Enerjisa meets social safeguards in dam project

Husband-wife team of consultants helps the sponsor of the Kandil Dam Project in southern Turkey to meet and exceed international safeguards for families that lost homes and land.

YAYINLAMA
GÜNCELLEME

By Metin Demirsar

Istanbul (Dunya) – A husband-wife team of international consultants has helped Turkey’s Enerjisa, one of the nation’s leading private investment companies in energy, to meet and exceed international social safeguards while building a dam in southern Turkey.

The 207 MW Kandil Dam Project is expected to be launched by the end of this year. Located in Kahramanmaras province, the euro 265 million dam project is part of the hydroelectric development of the Ceyhan River System and has a 14.5 square km reservoir.

Partially financed by borrowing, including a loan from the International Finance Corporation, a World Bank affiliate, the Kandil Project will meet the electricity demand of a city of 50,000 inhabitants.
Enerjisa is a joint venture between Turkey’s Sabanci Holding and Germany’s E.ON.
Consultants Jonathan C. Brown and Ayse Kudat were involved in the preparation and execution of the Kandil Project’s land acquisitions and resettlement plan, working closely with Enerjisa.

Ex-World Bank managers

Mr. Brown and Dr. Kudat are former World Bank managers specializing in the social impact of major international development projects, financed by the World Bank and other international lending institutions.
With 50 years of combined experience, the husband-wife team has worked on hundreds of projects around the world, including the former Soviet Union, Eastern Europe, Central Asia and the Middle East.
The World Bank experience gave Mr. Brown and Dr. Kudat firsthand knowledge of many social plans that didn’t succeed and where affected people were left worse off, not better.
Mr. Brown is president of Social Risk Management LLC (SRM), a consultancy company based in Harper’s Ferry, West Virginia. Dr. Kudat, a Turk, is a social anthropologist and former academician.  
The independent social monitoring and evaluation for the Kandil Project was carried out by a team from SRM. The team did qualitative and quantitative surveys to monitor the process by which people affected by the project were resettled and restored their livelihood.
Simulations were carried out to foresee the outcome for the families involved.
The two consultants a produced a 128-page book on the Kandil Dam Project, ‘Promises Made Promises Kept,’ published by Karadeniz Kitap Ltd. of Istanbul.  Photojournalists Ara Guler and Benjamin Ward illustrated the book with their photography of the communities before and after resettlement.

 

Farmer families affected

“The impact of the dam on the people was relatively small: 113 homes where 141 farmer families lived were lost, and approximately 750 families lost a total of 344 hectares of land," Dr. Kudat said in an interview. “Still it was a most challenging project."

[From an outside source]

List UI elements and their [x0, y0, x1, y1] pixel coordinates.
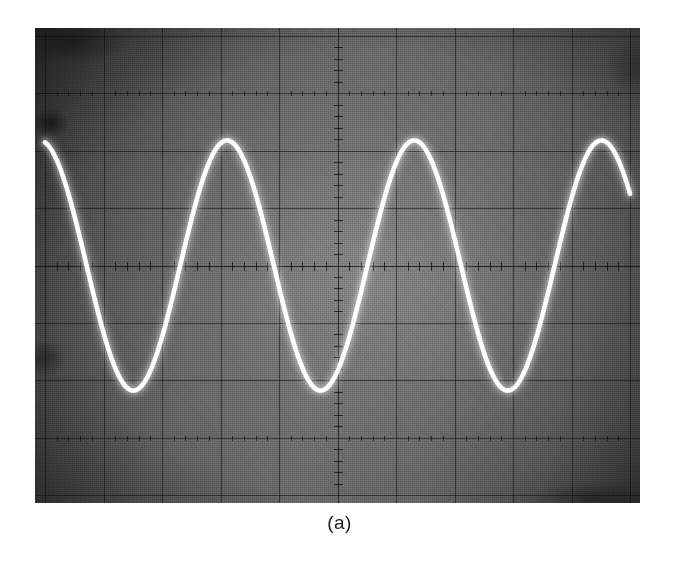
crt-screen-background	[35, 28, 640, 503]
figure-caption: (a)	[0, 512, 679, 534]
oscilloscope-photograph	[35, 28, 640, 503]
figure-panel: (a)	[0, 0, 679, 567]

Dislocated peasant farmers and homeowners were compensated with hefty sums of money that allowed them to build palatial homes, which they rented out to engineers working on the dam project, and buy new land, she said.
Some families owned neither homes, nor land, and they were given free modern homes and employment during the project.

“Kandil was one of the best practice projects where the World Bank and its affiliates were involved," she stressed.
Dr. Kudat said that the social safeguards applied in the project surpassed international standards mainly because the sponsor of the project, Enerjisa, was committed in resolving the social challenges.
“Enerjisa pledged to provide housing to the homeless and vulnerable and compensate and restore the livelihoods to those who lost income from land-based assets. It has kept its promises," she explained.

Ilisu Dam project

She noted that many hydroelectric projects in Turkey, including the huge Ilisu Dam Project, in southeast Turkey, which she was also once involved in as a consultant, would fail to meet international social safeguard measures and would be environmentally harmful.

Work is continuing on the controversial 1,200 MW Ilisu Dam on the Tigris River, despite a massive Internet campaign by environmentalists against the project and withdrawal of some foreign state funding that had originally left the project in a lurch. A group of western banks, government agencies and contractors and suppliers for construction of the dam are providing financing of the $2.5 billion project.

Construction of the barrage began in fall 2006 after a five-year delay, caused by protests.
Environmentalists argue that up to 78,000 persons will be left homeless and that 80% of Hasankeyf, a picturesque ancient town, will come under waters.

Proponents of the dam say the benefits outweigh the sacrifices of displaced people and the environmental impacts downstream. Turkey is using only one-fourth of its hydroelectric resources and plans to build 450 dams in the next 25 to 50 years. The Ilisu Dam is slated for completion in 2014.